£23million on new control centre while i54 site still empty across the road

Last week an observant TPA supporter noted that while the West Midlands Fire Service are busy fitting out a new £23million base for their control centre staff, literally just across the road the ill-fated i54 technology park -  a 220 acre regeneration project run by Wolverhampton City Council -  lies vacant without a single tenant having signed up (see both images with M54 J2 circled in red to illustrate proximity).

 

I54 What is more, this incongruity became quite blatant when articles referring to the two separate projects were printed on the same page of last Thursday’s Express & Star (9th April). So if it’s obvious and logical to us, why on earth does this logic seemingly escape the executives who are no doubt paid good money to head-up these initiatives?

 

Just why is it so inconceivable for these two public bodies to put their heads – and resources – together in a bid to save us taxpayers some money?

 

The i54 site must be worrying the council.
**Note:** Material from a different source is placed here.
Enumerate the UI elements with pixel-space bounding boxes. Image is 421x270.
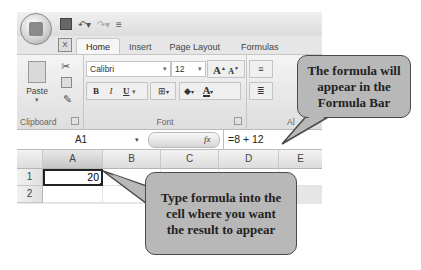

There was a point where it looked as though it’d been mothballed indefinitely, and already thousands of pounds have been spent on security staff whilst tumbleweed has continued to blow across the vast site. The public have surely become weary of the various and reoccurring talk of ‘mystery investors’ and broken promises of foreign money. We’re told to expect an announcement “at the end of the year”, but in the meantime we’re to sit back and accept the absurd decision to house fire service staff in a multi-million pound building over the road.

 

Who is making these decisions, and why is any dialogue between the fire service and the city council so fractured that even the most rational conclusion seems to evade them? They’re all public services, all run for and paid for by the taxpayer, self-evidently local to one another and supposedly aware that there’s a push to save money, not squander it.

 

Fire control centre

 

I’m sure we’d all like to see the i54 succeed, as taxpayers and stakeholders we’d be foolish to sit back and hope it falls on its face, but the fact is there are obviously some real problems attracting interest from the sort of companies needed to reverse the fortunes of the park. Quite clearly the council are loathe to admit defeat and are still wedded to the original idea, but economic circumstances have changed dramatically and what was planned might takes years if it ever does come to fruition.

 

Pride and blinkered-vision are the enemies of good business acumen, and this local authority now needs be pragmatic if they’re to adapt to the new circumstances that have presented themselves and serve their electorate properly.

 

No doubt the council and fire service alike could come up with hundreds of reasons – or excuses – as to why housing the control centre on the i54 would be entirely impracticable, but you can be sure that many more will relate to the nature of the relationship between these two bodies than real logistics, because at the end of the day there’s a 200 acre site vacant on one side of the road and 130 staff about to move in on the other. Isn’t it just what used to be called commonsense?